Hyperbole and cheap shots are all-too-easy – what about the more difficult unanswered questions?
Why has Abu Qatada not stood trial in the UK?
We’re continually told he poses a grave threat to national security. Yet an entire decade after he was first detained in Belmarsh Prison, why has he still not faced criminal charges?
This is a man accused by MI5 of inciting terrorist acts during his ten years in Britain. Why hasn’t sufficient evidence against him been gathered by now?
Forget the age-old debate about why the Government won’t allow intercept
evidence in criminal trials. The last time we checked incitement and soliciting
murder were still very serious offences in this country. If the allegations are
true he should be put in the dock without delay. But as the Attorney General has
identified, we don’t believe in indefinite internment without trial in the
UK and you can’t just set aside the
Rule of Law and lock people up without charge instead.
So what is the problem?
Is it that pursuing Qatada in open court would embarrass the security agencies who dismissed suggestions Qatada was the “spiritual head of the mujahideen in Britain” when he arrived as a refugee in 1994 and said he wasn’t dangerous?
A trial might also revisit the uncomfortable CIA capture of two British residents in Gambia in 2002, leading to their rendition to Guantanamo. Maybe the Government previously felt deportation would avoid this awkwardness and ultimately prove “easier”. What about now?
If Jordan cannot guarantee that torture evidence won’t be used against Qatada why not try him here for crimes committed in that country?
Torture is abhorrent; its
prohibition under every norm of decency at home and abroad is non-negotiable.
The Court of Human Rights has shown understandable concern about Jordanian law
in ruling that Qatada cannot be deported there – torture, and evidence obtained
that way, is widespread. So why is the
Government now pondering an appeal against the Strasbourg ruling?
Our ministers
cannot champion human rights in the Arab Spring and then condone torture by
persevering with attempts to expel Qatada back to Jordan.
The UK asserts the right to try suspects
for the gravest crimes
anywhere in the world in our courts. Isn’t it time to exercise
that prerogative? If there is sound untainted evidence against him
Qatada should be tried in a British court. If
the threat he poses is so grave surely that would be preferable to sending him
back to an unsafe
Middle Eastern kingdom anyway?
Politicians are very good at pleading to the “Court of public opinion” - why won’t they trust a jury of twelve ordinary people to decide this man’s case in a British court?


Beginning with the line that includes "pixels, height=558 pixels." and ending with the last line, print the records exactly, leaving every picture out.

[Data supplied]

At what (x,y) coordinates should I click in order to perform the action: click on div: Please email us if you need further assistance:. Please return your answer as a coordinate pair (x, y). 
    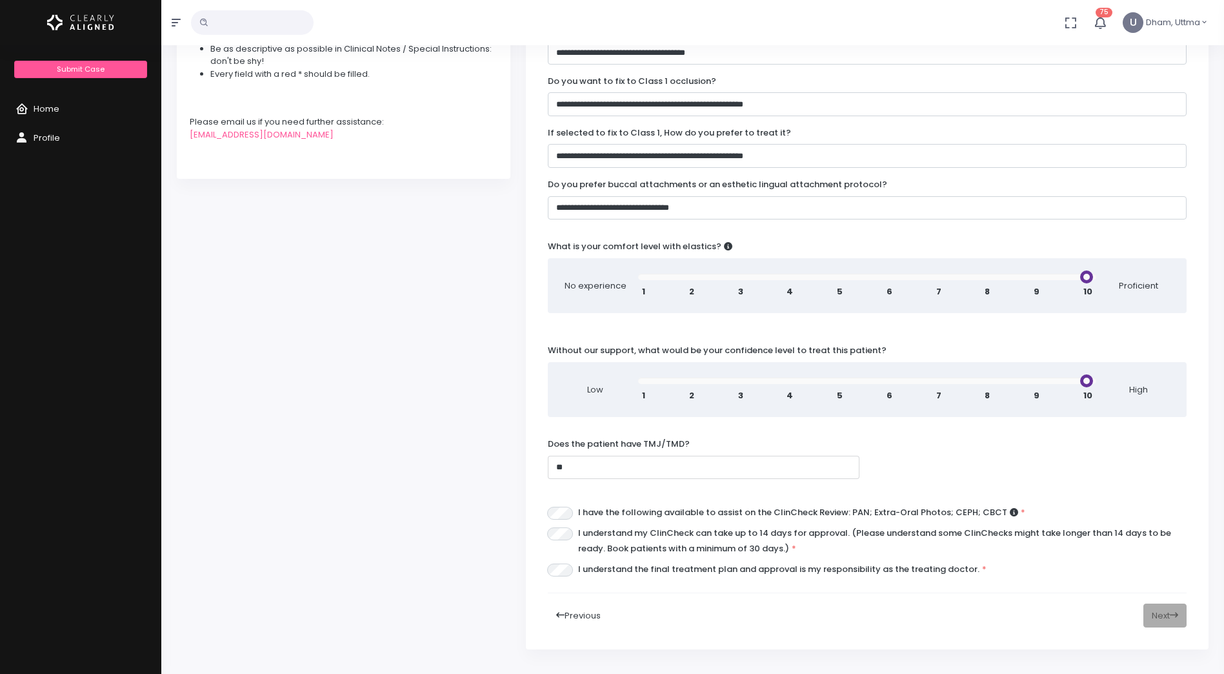
    Looking at the image, I should click on (343, 122).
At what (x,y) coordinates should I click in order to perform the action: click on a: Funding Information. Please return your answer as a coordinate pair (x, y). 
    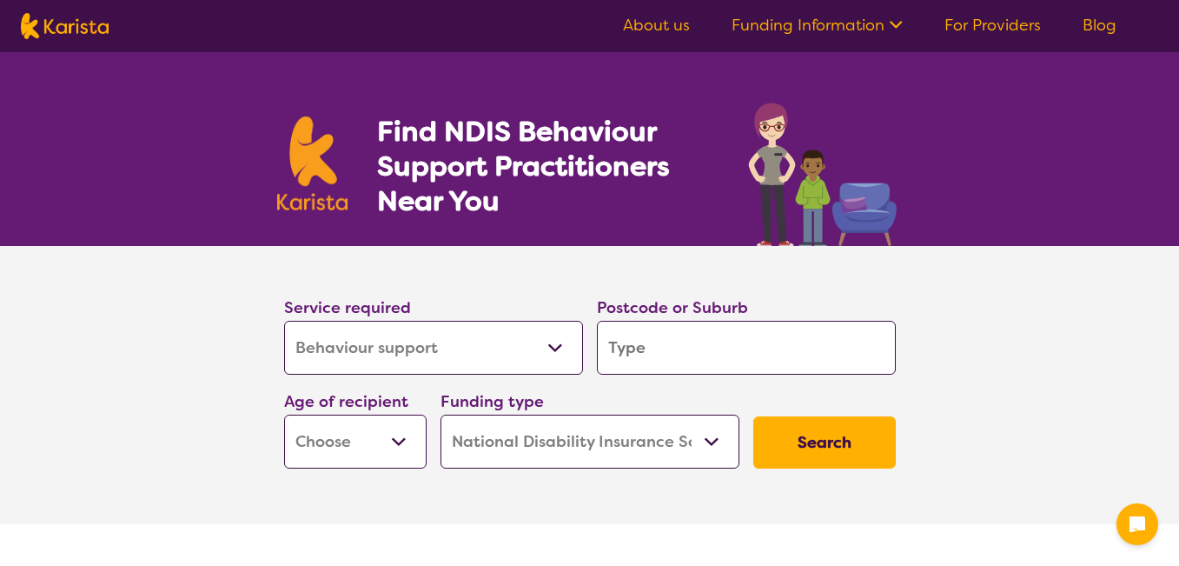
    Looking at the image, I should click on (817, 25).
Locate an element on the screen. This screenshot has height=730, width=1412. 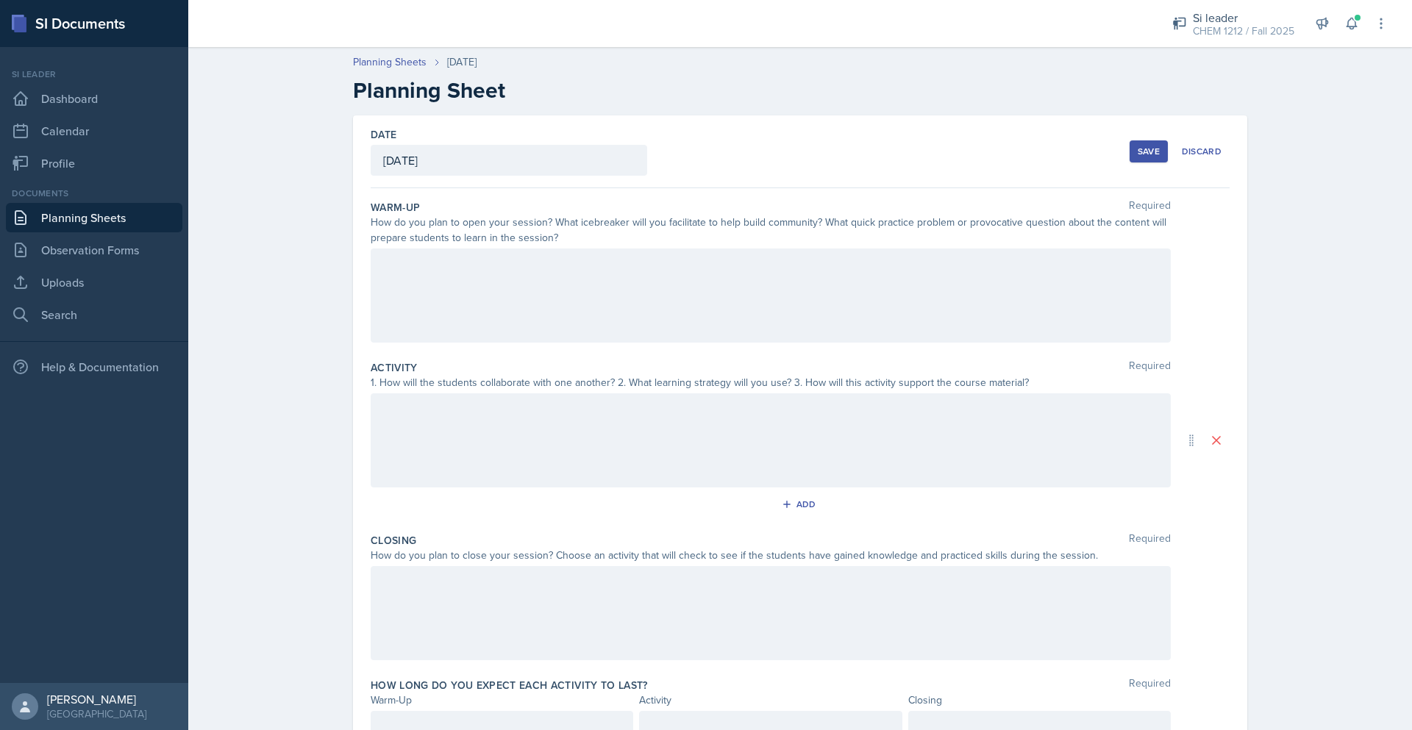
a: Observation Forms is located at coordinates (94, 250).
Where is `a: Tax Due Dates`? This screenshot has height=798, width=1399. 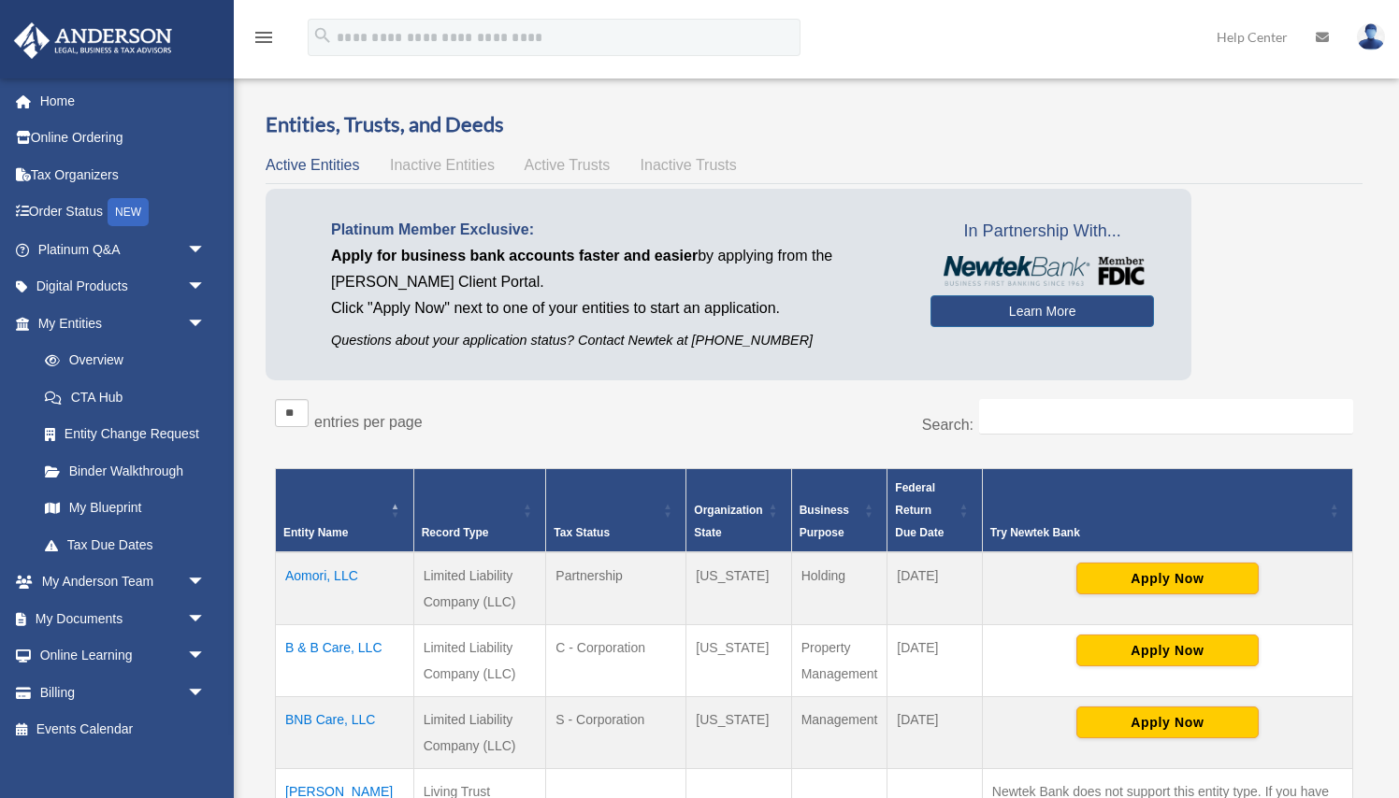 a: Tax Due Dates is located at coordinates (125, 545).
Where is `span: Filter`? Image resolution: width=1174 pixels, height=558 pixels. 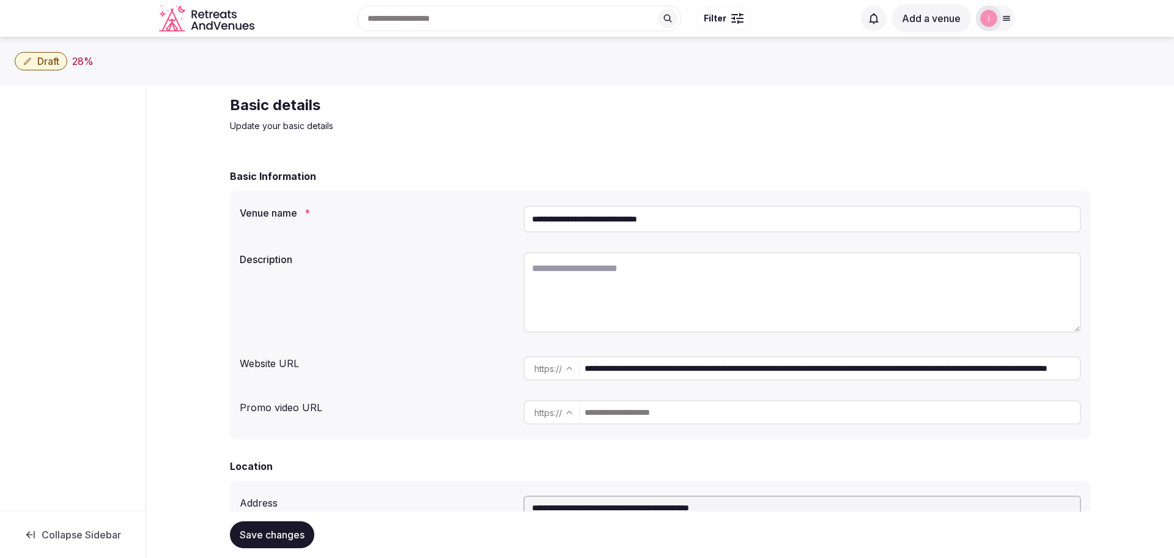
span: Filter is located at coordinates (715, 18).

[/Data supplied]

* [Expected output]
Where is `span: Filter`? Image resolution: width=1174 pixels, height=558 pixels. 
span: Filter is located at coordinates (715, 18).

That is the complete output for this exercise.